Review: The Flaming Lips at Ogden Theatre, 1-4-14

by Lee Strubinger

Photo: Flaming Lips 'Little Help from My Fwends' album cover

If you haven’t seen a Flaming Lips show, do yourself a favor and spend the extra cash and show up early to get a good spot.

As soon as the band walked on stage last Sunday night, mass amounts of confetti poured throughout the Ogden Theatre. Every color imaginable flashed on stage while rainbows, suns, a captain catfish (strangely enough) and even Santa Claus danced on stage with the band.

Wayne Coyne, frontman and spiritual leader for the evening, dressed in odd metallic looking pants with a cluster of fuzzy colored balls (there’s no better way to put it) collected near his crotch that glowed from the black lit stage. He beckoned from the stage: “C’mon, c’mon! This is the last big party for the New Year.”

Coyne and company have created a concert experience so visual and surreal that the only true way to understand the essence of it is to see it for yourself. Their flashy and colorful show is an attempt at some wholesome trip meant to amalgamate their entire existence as a live act on stage. It can send you to near paranoiac levels before you realize Coyne and Steven Drozd, composer and songwriter for the band, have your best interest in mind.

In 2014, the Flaming Lips released a tribute album to the Beatles’ “Sgt. Pepper’s Lonely Hearts Club Band.” Members from the opening act Fever The Ghost[i] joined the Lips on stage to play three tracks from the album: “Sgt. Pepper’s Lonely Hearts Club Band,” “With A Little Help From My Friends,” and “Lucy In The Sky With Diamonds.” Seeing the Flaming Lips perform the album live was a treat since the Beatles never played the album in front of a live audience.

From the 1999 album “The Soft Bulletin,” the band roared with “Race For The Prize,” “Feeling Yourself Disintegrate,” and “A Spoonful Weighs A Ton.”

The night wrapped up with the track “Do You Realize?” while Coyne ripped down the stage balloons and tossed them into the crowd. Coyne sang:

“Do you realize that you have the most beautiful face?... we’re floating in space… that happiness makes you cry… that everyone you know someday will die.”

Though I didn’t realize it at first, that song is the reason why I got off the couch and made my way to the Ogden. Not because I had the money to spare, but because I’ll sleep when I’m dead. There’s post-season football in the afterlife, right?

[i] An excellent opening act. Total psychedelic music. I hope to hear more from them in the future. They're a four-piece whose members look younger than the required age to drink in this country. They must be having the time of their life touring with a group who’s an obvious influence to them.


**What you will do**
Write each entry out again exactly, with nothing omitted.

[Data provided Boundary: Start]

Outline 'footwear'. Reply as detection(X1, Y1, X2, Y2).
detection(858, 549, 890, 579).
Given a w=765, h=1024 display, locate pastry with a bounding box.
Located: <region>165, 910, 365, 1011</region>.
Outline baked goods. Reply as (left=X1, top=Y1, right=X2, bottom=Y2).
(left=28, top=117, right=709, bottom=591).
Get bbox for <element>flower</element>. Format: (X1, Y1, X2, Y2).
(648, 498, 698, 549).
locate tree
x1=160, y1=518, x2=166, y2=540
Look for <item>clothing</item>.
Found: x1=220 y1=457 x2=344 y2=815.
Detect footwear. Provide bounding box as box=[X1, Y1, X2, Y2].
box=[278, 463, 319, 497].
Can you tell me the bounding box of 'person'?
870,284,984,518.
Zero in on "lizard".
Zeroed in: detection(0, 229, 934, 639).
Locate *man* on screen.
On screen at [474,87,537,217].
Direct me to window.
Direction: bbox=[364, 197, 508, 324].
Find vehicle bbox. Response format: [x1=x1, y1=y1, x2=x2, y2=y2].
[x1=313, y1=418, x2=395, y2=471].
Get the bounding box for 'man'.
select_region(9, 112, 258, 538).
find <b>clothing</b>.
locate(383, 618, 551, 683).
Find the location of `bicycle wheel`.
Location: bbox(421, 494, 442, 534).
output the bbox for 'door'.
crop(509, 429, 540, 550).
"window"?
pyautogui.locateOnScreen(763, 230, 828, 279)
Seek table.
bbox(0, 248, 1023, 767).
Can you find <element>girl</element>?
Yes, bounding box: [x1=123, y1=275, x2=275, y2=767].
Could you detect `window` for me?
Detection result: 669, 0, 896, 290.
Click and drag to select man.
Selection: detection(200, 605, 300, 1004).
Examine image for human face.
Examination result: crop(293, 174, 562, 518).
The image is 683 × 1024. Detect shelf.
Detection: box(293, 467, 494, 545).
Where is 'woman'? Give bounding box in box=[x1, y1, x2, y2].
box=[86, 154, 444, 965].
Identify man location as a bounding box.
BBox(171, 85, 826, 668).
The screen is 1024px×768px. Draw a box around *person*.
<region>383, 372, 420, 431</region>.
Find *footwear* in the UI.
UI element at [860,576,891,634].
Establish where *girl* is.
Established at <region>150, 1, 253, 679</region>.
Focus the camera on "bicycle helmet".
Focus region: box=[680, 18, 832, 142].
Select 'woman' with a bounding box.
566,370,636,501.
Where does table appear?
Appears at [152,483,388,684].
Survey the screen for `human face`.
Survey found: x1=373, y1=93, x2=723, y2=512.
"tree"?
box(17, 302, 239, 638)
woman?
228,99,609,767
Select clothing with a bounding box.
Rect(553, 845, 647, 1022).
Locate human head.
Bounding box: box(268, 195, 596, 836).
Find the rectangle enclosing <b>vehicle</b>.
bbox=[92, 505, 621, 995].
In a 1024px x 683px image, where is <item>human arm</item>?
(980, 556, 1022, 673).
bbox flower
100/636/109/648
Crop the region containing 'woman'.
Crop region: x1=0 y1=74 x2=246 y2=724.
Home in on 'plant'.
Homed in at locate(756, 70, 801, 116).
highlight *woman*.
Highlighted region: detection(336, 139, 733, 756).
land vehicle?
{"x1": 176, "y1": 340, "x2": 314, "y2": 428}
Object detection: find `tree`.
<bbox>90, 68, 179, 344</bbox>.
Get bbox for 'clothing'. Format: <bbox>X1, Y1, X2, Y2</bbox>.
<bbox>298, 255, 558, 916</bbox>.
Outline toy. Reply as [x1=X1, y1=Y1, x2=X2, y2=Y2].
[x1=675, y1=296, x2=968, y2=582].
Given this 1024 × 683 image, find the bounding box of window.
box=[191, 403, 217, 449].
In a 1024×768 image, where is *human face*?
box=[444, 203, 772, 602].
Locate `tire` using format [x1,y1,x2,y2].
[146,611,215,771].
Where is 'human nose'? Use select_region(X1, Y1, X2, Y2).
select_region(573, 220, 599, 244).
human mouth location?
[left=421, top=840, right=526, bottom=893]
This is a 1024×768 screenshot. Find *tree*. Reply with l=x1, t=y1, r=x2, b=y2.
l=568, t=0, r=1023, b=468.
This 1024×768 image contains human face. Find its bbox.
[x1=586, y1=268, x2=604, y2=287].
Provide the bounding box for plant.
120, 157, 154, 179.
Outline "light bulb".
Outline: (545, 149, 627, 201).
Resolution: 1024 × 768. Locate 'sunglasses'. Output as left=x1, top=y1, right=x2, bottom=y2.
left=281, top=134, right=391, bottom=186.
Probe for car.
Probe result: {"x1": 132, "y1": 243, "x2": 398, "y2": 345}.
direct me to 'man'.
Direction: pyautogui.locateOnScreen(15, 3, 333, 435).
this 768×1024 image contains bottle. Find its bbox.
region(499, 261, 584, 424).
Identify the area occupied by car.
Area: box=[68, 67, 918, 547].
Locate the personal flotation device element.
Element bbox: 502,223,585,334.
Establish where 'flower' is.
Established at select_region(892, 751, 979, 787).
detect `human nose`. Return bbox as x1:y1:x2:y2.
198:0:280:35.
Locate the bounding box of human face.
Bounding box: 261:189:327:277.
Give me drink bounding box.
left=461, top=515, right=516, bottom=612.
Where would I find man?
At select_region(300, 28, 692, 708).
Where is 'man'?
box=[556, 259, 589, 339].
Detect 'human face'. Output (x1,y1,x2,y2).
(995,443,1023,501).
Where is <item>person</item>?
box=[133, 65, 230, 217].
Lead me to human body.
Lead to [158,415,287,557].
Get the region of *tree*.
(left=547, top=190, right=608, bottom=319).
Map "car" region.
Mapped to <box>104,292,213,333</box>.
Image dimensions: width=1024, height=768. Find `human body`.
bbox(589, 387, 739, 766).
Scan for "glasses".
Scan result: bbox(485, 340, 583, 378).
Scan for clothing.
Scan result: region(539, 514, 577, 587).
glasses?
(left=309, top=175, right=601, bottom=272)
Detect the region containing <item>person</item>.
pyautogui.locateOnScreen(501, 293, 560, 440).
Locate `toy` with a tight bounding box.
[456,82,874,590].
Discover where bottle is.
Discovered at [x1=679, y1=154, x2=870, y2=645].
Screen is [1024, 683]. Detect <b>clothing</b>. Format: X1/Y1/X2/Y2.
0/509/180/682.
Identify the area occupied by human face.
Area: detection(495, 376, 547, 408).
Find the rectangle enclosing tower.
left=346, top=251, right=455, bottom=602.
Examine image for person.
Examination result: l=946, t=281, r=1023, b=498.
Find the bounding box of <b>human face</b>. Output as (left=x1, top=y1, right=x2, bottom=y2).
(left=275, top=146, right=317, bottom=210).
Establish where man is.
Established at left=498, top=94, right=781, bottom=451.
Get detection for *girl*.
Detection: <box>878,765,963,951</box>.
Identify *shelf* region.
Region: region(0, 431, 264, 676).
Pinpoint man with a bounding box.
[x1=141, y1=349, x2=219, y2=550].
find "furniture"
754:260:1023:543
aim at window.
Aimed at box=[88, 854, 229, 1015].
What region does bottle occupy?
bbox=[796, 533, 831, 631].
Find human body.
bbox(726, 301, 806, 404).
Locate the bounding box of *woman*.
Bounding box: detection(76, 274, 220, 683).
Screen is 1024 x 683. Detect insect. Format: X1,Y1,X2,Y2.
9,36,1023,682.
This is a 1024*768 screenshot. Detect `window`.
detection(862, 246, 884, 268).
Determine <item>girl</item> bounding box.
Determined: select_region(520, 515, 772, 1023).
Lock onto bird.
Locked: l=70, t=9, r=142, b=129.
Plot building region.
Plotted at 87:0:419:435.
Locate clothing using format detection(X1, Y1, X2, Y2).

[Data provided Boundary: End]

**Task answer**
Outline 'footwear'. Reply as detection(X1, Y1, X2, Y2).
detection(858, 549, 890, 579).
Given a w=765, h=1024 display, locate pastry with a bounding box.
Located: <region>165, 910, 365, 1011</region>.
Outline baked goods. Reply as (left=X1, top=Y1, right=X2, bottom=Y2).
(left=28, top=117, right=709, bottom=591).
Get bbox for <element>flower</element>. Format: (X1, Y1, X2, Y2).
(648, 498, 698, 549).
locate tree
x1=160, y1=518, x2=166, y2=540
Look for <item>clothing</item>.
Found: x1=220 y1=457 x2=344 y2=815.
Detect footwear. Provide bounding box as box=[X1, Y1, X2, Y2].
box=[278, 463, 319, 497].
Can you tell me the bounding box of 'person'?
870,284,984,518.
Zero in on "lizard".
Zeroed in: detection(0, 229, 934, 639).
Locate *man* on screen.
On screen at [474,87,537,217].
Direct me to window.
Direction: bbox=[364, 197, 508, 324].
Find vehicle bbox. Response format: [x1=x1, y1=y1, x2=x2, y2=y2].
[x1=313, y1=418, x2=395, y2=471].
Get the bounding box for 'man'.
select_region(9, 112, 258, 538).
find <b>clothing</b>.
locate(383, 618, 551, 683).
Find the location of `bicycle wheel`.
Location: bbox(421, 494, 442, 534).
output the bbox for 'door'.
crop(509, 429, 540, 550).
"window"?
pyautogui.locateOnScreen(763, 230, 828, 279)
Seek table.
bbox(0, 248, 1023, 767).
Can you find <element>girl</element>?
Yes, bounding box: [x1=123, y1=275, x2=275, y2=767].
Could you detect `window` for me?
Detection result: 669, 0, 896, 290.
Click and drag to select man.
Selection: detection(200, 605, 300, 1004).
Examine image for human face.
Examination result: crop(293, 174, 562, 518).
The image is 683 × 1024. Detect shelf.
Detection: box(293, 467, 494, 545).
Where is 'woman'? Give bounding box in box=[x1, y1, x2, y2].
box=[86, 154, 444, 965].
Identify man location as a bounding box.
BBox(171, 85, 826, 668).
The screen is 1024px×768px. Draw a box around *person*.
<region>383, 372, 420, 431</region>.
Find *footwear* in the UI.
UI element at [860,576,891,634].
Establish where *girl* is.
Established at <region>150, 1, 253, 679</region>.
Focus the camera on "bicycle helmet".
Focus region: box=[680, 18, 832, 142].
Select 'woman' with a bounding box.
566,370,636,501.
Where does table appear?
Appears at [152,483,388,684].
Survey the screen for `human face`.
Survey found: x1=373, y1=93, x2=723, y2=512.
"tree"?
box(17, 302, 239, 638)
woman?
228,99,609,767
Select clothing with a bounding box.
Rect(553, 845, 647, 1022).
Locate human head.
Bounding box: box(268, 195, 596, 836).
Find the rectangle enclosing <b>vehicle</b>.
bbox=[92, 505, 621, 995].
In a 1024px x 683px image, where is <item>human arm</item>?
(980, 556, 1022, 673).
bbox flower
100/636/109/648
Crop the region containing 'woman'.
Crop region: x1=0 y1=74 x2=246 y2=724.
Home in on 'plant'.
Homed in at locate(756, 70, 801, 116).
highlight *woman*.
Highlighted region: detection(336, 139, 733, 756).
land vehicle?
{"x1": 176, "y1": 340, "x2": 314, "y2": 428}
Object detection: find `tree`.
<bbox>90, 68, 179, 344</bbox>.
Get bbox for 'clothing'. Format: <bbox>X1, Y1, X2, Y2</bbox>.
<bbox>298, 255, 558, 916</bbox>.
Outline toy. Reply as [x1=X1, y1=Y1, x2=X2, y2=Y2].
[x1=675, y1=296, x2=968, y2=582].
Given this 1024 × 683 image, find the bounding box of window.
box=[191, 403, 217, 449].
In a 1024×768 image, where is *human face*?
box=[444, 203, 772, 602].
Locate `tire` using format [x1,y1,x2,y2].
[146,611,215,771].
Where is 'human nose'? Use select_region(X1, Y1, X2, Y2).
select_region(573, 220, 599, 244).
human mouth location?
[left=421, top=840, right=526, bottom=893]
This is a 1024×768 screenshot. Find *tree*. Reply with l=x1, t=y1, r=x2, b=y2.
l=568, t=0, r=1023, b=468.
This 1024×768 image contains human face. Find its bbox.
[x1=586, y1=268, x2=604, y2=287].
Provide the bounding box for plant.
120, 157, 154, 179.
Outline "light bulb".
Outline: (545, 149, 627, 201).
Resolution: 1024 × 768. Locate 'sunglasses'. Output as left=x1, top=y1, right=x2, bottom=y2.
left=281, top=134, right=391, bottom=186.
Probe for car.
Probe result: {"x1": 132, "y1": 243, "x2": 398, "y2": 345}.
direct me to 'man'.
Direction: pyautogui.locateOnScreen(15, 3, 333, 435).
this 768×1024 image contains bottle. Find its bbox.
region(499, 261, 584, 424).
Identify the area occupied by car.
Area: box=[68, 67, 918, 547].
Locate the personal flotation device element.
Element bbox: 502,223,585,334.
Establish where 'flower' is.
Established at select_region(892, 751, 979, 787).
detect `human nose`. Return bbox as x1:y1:x2:y2.
198:0:280:35.
Locate the bounding box of human face.
Bounding box: 261:189:327:277.
Give me drink bounding box.
left=461, top=515, right=516, bottom=612.
Where would I find man?
At select_region(300, 28, 692, 708).
Where is 'man'?
box=[556, 259, 589, 339].
Detect 'human face'. Output (x1,y1,x2,y2).
(995,443,1023,501).
Where is <item>person</item>?
box=[133, 65, 230, 217].
Lead me to human body.
Lead to [158,415,287,557].
Get the region of *tree*.
(left=547, top=190, right=608, bottom=319).
Map "car" region.
Mapped to <box>104,292,213,333</box>.
Image dimensions: width=1024, height=768. Find `human body`.
bbox(589, 387, 739, 766).
Scan for "glasses".
Scan result: bbox(485, 340, 583, 378).
Scan for clothing.
Scan result: region(539, 514, 577, 587).
glasses?
(left=309, top=175, right=601, bottom=272)
Detect the region containing <item>person</item>.
pyautogui.locateOnScreen(501, 293, 560, 440).
Locate `toy` with a tight bounding box.
[456,82,874,590].
Discover where bottle is.
Discovered at [x1=679, y1=154, x2=870, y2=645].
Screen is [1024, 683]. Detect <b>clothing</b>. Format: X1/Y1/X2/Y2.
0/509/180/682.
Identify the area occupied by human face.
Area: detection(495, 376, 547, 408).
Find the rectangle enclosing tower.
left=346, top=251, right=455, bottom=602.
Examine image for person.
Examination result: l=946, t=281, r=1023, b=498.
Find the bounding box of <b>human face</b>. Output as (left=x1, top=y1, right=x2, bottom=y2).
(left=275, top=146, right=317, bottom=210).
Establish where man is.
Established at left=498, top=94, right=781, bottom=451.
Get detection for *girl*.
Detection: <box>878,765,963,951</box>.
Identify *shelf* region.
Region: region(0, 431, 264, 676).
Pinpoint man with a bounding box.
[x1=141, y1=349, x2=219, y2=550].
find "furniture"
754:260:1023:543
aim at window.
Aimed at box=[88, 854, 229, 1015].
What region does bottle occupy?
bbox=[796, 533, 831, 631].
Find human body.
bbox(726, 301, 806, 404).
Locate the bounding box of *woman*.
Bounding box: detection(76, 274, 220, 683).
Screen is 1024 x 683. Detect insect. Format: X1,Y1,X2,Y2.
9,36,1023,682.
This is a 1024*768 screenshot. Detect `window`.
detection(862, 246, 884, 268).
Determine <item>girl</item> bounding box.
Determined: select_region(520, 515, 772, 1023).
Lock onto bird.
Locked: l=70, t=9, r=142, b=129.
Plot building region.
Plotted at 87:0:419:435.
Locate clothing using format detection(X1, Y1, X2, Y2).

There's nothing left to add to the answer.